April 2014

Don't let media billionaire Rupert Murdoch tell you what to think, let real estate millionaire Morry Schwartz guide you instead!

Don’t let media billionaire Rupert Murdoch tell you what to think, let real estate millionaire Morry Schwartz guide you instead!

In yesterday morning’s The Saturday Paper, as Western Australia went to the polls in a Senate election rerun, Mark Seccombe asked just what kind of voter “can you sell a PUP”.

He spun us a tale of a dwindling number of older, less educated, and unemployed white males, duped by a billionaire’s extravagant advertising spend. The Palmer vote in 2013 was an outlier, after a poor showing in the Tasmanian state election it was clear that the Palmer United Party would struggle to make 4%. The not so subtle message was that the Palmer voters who remained where dupes, unemployed, under educated, older and angry.

Last night the Palmer United Party won 12.49% of the vote, 7.48% more than in the federal election last year.

Seccombe’s article is fascinating, largely because of where it appears. The Saturday Paper is has been marketed as “a newspaper without the Murdoch”. The assumption that underlies it is that the failure of the social democratic left in this country has been due to the nefarious influence of an all-powerful Rupert Murdoch, and a working class stupid enough to believe him.

What passes for Australian social democracy has a convenient scapegoat in Murdoch. Why did Labor rush to the right? Murdoch. Why do governments torment refugees? They’re appealing to stupid racists who believe Murdoch. Why did the Gillard government fail? Murdoch and stupid people. Why haven’t the Greens broken through into the mainstream? The evil Murdoch monster tells lies.

When confronted with a phenomena like Clive Palmer, how does this “left” understand him? He’s a rich man duping stupid people, and there is nothing else going on that we have to understand.

There is something else going on. The failures of Australian social democracy are not due to some all-powerful media baron, or that Australians are simply too stupid to understand that the left are correct. Rather, Australian social democracy fails because of its total disconnect from the reality of the Australian working class, and its own lack of political content.

Clive Palmer’s success yesterday means something, and explaining it is important to understanding what is going on. The two explanations that the mainstream left will offer are wrong. Clive Palmer did not buy the vote, advertising spend does not determine the course of an election, if it did he would have won far more than 12.49% of the vote. And the Australian working class is not stupid. Formal tertiary education is not some indicator of intelligence (especially when you look at what the Australian edufactory produces), and the Australian working class did not somehow acquire some form of stupidity recently that it did not have when those darlings of the current left, Whitlam, Hawke and Keating, were elected.

Don’t get me wrong, Clive Palmer is a joke. He is a self-interested dinosaur-building Titanic-raising coal-mining billionaire. But this isn’t some secret. 12.49% of Western Australians voted for him even though he is a joke. The vote for Clive Palmer is an indication of growing disillusionment. When faced with the vacuous circus that is Australian politics, 12.49% of Western Australians consider a joke like Clive Palmer the better alternative.

The mainstream left will nash their teeth. But for the radical left, this is actually a good sign. Parliament is a farce. Our democracy is a sham. The parliamentary process does not serve the interests of the Australian working class. Evidence that the legitimacy of authority of the official political process is being slowly eroded should be welcomed.

Further Reading:

Tad Tietze at Left Flank:

The rise of PUP in WA, winning 12.5 percent of the vote has again wrong-footed mainstream and Left observers. Most still seem to think that attacking Palmer’s economically undeliverable promises will expose him as a fraud. Or that damning him for using (his own) corporate cash to win votes will reveal him to have no real support. Or that his erratic anti-politician persona, complete with scathing vitriol directed at the established parties, will simply show he is not to be taken seriously. Or, finally, that his status as a member of the business elite will repel people, as soon as people wake up to it. All these views miss what is happening, because in fact political attacks only increase the anti-political appeal of operators like Palmer. It confirms to voters that the insular, self-obsessed political class and its media lapdogs are simply trying to shore up their own interests against the threat he poses. After all, these same politicos don’t blink when the established parties makes promises they don’t intend to keep, amass corporate money for their campaigns, ridicule their opponents, and get entitled about their entitlements. Palmer’s success is a reflection of the disdain for politics that is the defining feature of the political situation today, and his nasty anti-democratic side matters little when voters see the sick state of actually existing democracy.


- _WHAT TO DO_
Beginning with the line containing "What elements are" and ending at the last line of the data, set down every line exactly, leaving out all pictures.

- _TASK DATA_
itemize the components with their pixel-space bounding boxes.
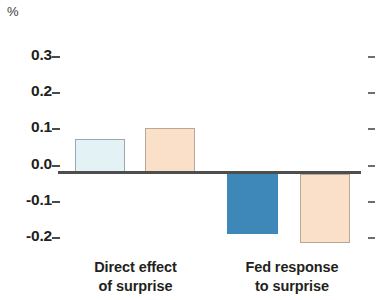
zero-axis-line (58, 171, 361, 174)
y-tick-label-3: 0.0 (6, 155, 52, 173)
bar-chart: % 0.3 0.2 0.1 0.0 -0.1 -0.2 Direct effec… (0, 0, 378, 300)
category-label-direct-effect: Direct effect of surprise (73, 258, 198, 296)
y-tick-label-0: 0.3 (6, 46, 52, 64)
bar-direct-effect-series-1 (75, 139, 125, 172)
category-label-direct-effect-line1: Direct effect (94, 259, 177, 275)
y-tick-label-2: 0.1 (6, 118, 52, 136)
bar-fed-response-series-2 (300, 174, 350, 243)
y-tick-mark-right-0 (368, 56, 375, 58)
y-tick-mark-right-4 (368, 201, 375, 203)
y-tick-label-1: 0.2 (6, 82, 52, 100)
y-tick-label-4: -0.1 (6, 191, 52, 209)
bar-fed-response-series-1 (227, 174, 278, 234)
y-tick-mark-right-1 (368, 92, 375, 94)
bar-direct-effect-series-2 (145, 128, 195, 172)
category-label-fed-response-line2: to surprise (227, 277, 357, 296)
plot-area (58, 18, 358, 250)
y-tick-mark-right-3 (368, 165, 375, 167)
unit-label: % (7, 4, 19, 19)
y-tick-mark-right-5 (368, 237, 375, 239)
category-label-fed-response: Fed response to surprise (227, 258, 357, 296)
y-tick-label-5: -0.2 (6, 227, 52, 245)
category-label-fed-response-line1: Fed response (245, 259, 338, 275)
category-label-direct-effect-line2: of surprise (73, 277, 198, 296)
y-tick-mark-right-2 (368, 128, 375, 130)
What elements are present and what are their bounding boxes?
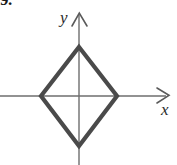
x-axis xyxy=(0,88,169,103)
coordinate-plot xyxy=(0,0,177,165)
x-axis-label: x xyxy=(161,101,169,118)
y-axis-label: y xyxy=(60,9,68,26)
figure-container: 9. y x xyxy=(0,0,177,165)
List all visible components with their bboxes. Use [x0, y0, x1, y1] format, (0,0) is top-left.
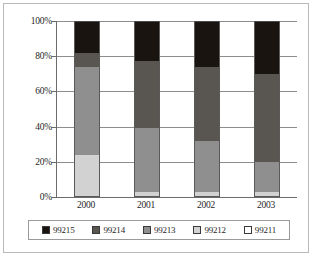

- _RESULT_
What elements are present and what are their bounding boxes?
x-axis xyxy=(0,88,169,103)
coordinate-plot xyxy=(0,0,177,165)
x-axis-label: x xyxy=(161,101,169,118)
y-axis-label: y xyxy=(60,9,68,26)
figure-container: 9. y x xyxy=(0,0,177,165)
List all visible components with their bboxes. Use [x0, y0, x1, y1] format, (0,0) is top-left.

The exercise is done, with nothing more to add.